| name | preserve-meaning |
| description | Guard against meaning drift during de-flavor rewrites. Use when rewriting text to sound more natural without adding facts, changing claims, or losing important constraints. |
Preserve Meaning
Use this skill during and after rewriting.
Its purpose is simple: improve the writing without changing what the text actually says.
When to Use
Use this skill whenever you rewrite user text, especially when the text contains:
- concrete claims
- numbers, dates, names, or technical terms
- legal, academic, or business wording
- constraints the user expects to keep
- rewrites that become more vivid or more stylistic
Meaning Guardrails
- Do not add new facts, examples, evidence, or opinions
- Do not remove important qualifiers or limits
- Do not strengthen weak claims into strong claims
- Do not weaken strong claims unless the original text is already uncertain
- Preserve numbers, names, terminology, and core logic
- Keep the rhetorical intent intact even if sentence shape changes
- Keep the degree of certainty intact
Editing Strategy
You may change:
- wording
- sentence rhythm
- paragraph flow
- explicit transition phrases
- list-to-prose conversion when appropriate
You may not change:
- factual payload
- causality
- stance
- scope
- commitments
Self-Check
Before finalizing, ask:
- What does the original text claim?
- Does the rewrite claim the same thing?
- Did I introduce any new implication that was not present before?
- Did I accidentally delete a boundary, hedge, or constraint?
If any answer is risky, revise again.
Prompt Pattern
Rewrite for naturalness and stronger authorship, but preserve the original meaning exactly.
Do not add facts, examples, arguments, or stronger conclusions.
Keep names, numbers, constraints, and technical content intact.
After rewriting, compare the new version against the original for meaning drift.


[EXERCISE GOAL] Every entry is to be copied exactly as written, and the pictures are to be skipped.

Excerpts from a dataset:
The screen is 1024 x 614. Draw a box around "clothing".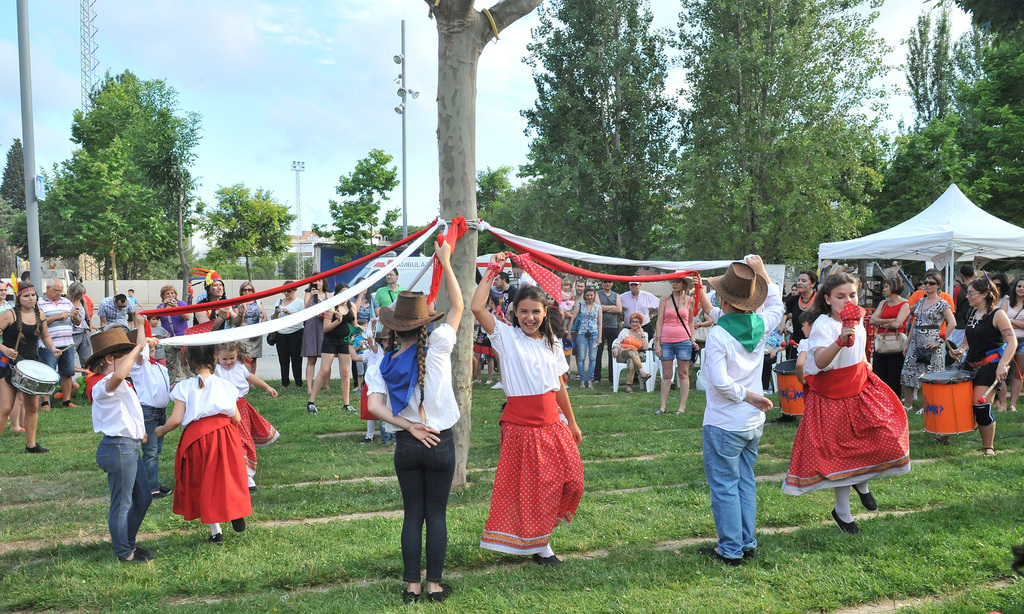
Rect(781, 312, 912, 496).
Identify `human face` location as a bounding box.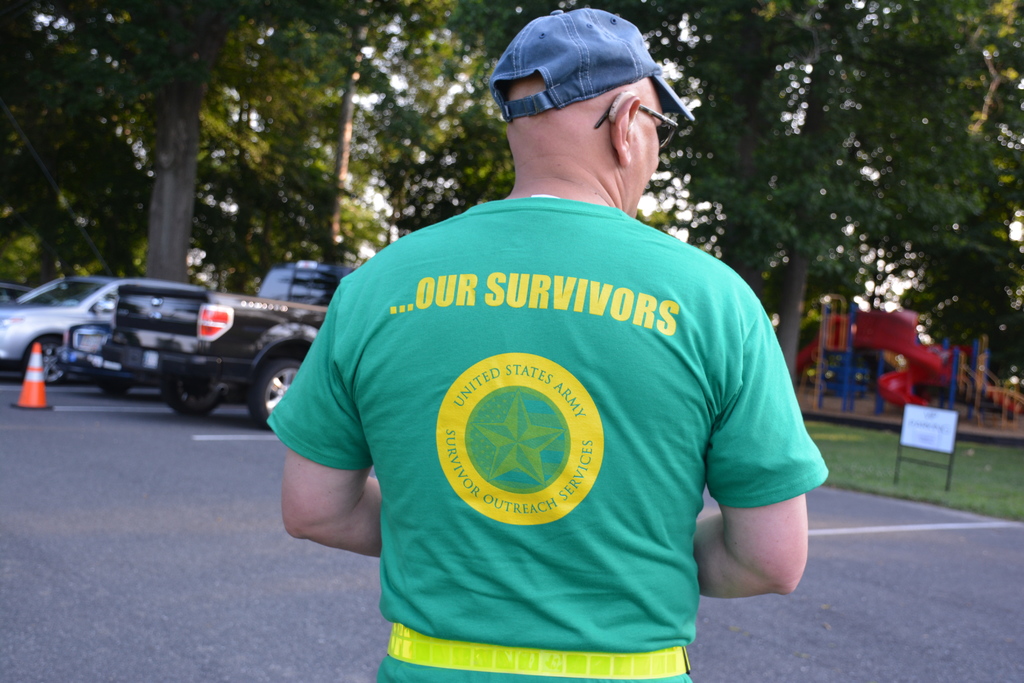
bbox=(625, 81, 659, 215).
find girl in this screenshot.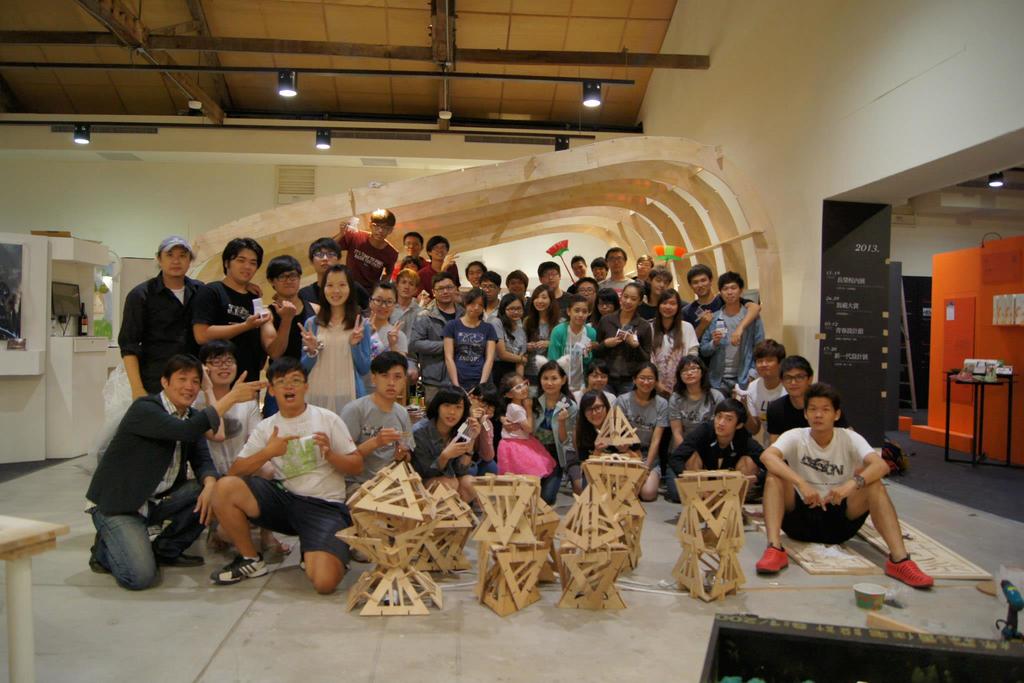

[SOLUTION]
The screen is 1024 x 614. Draw a box around "clothing".
Rect(781, 312, 912, 496).
Identify `human face` location as a bounding box.
bbox=(625, 81, 659, 215).
find girl in this screenshot.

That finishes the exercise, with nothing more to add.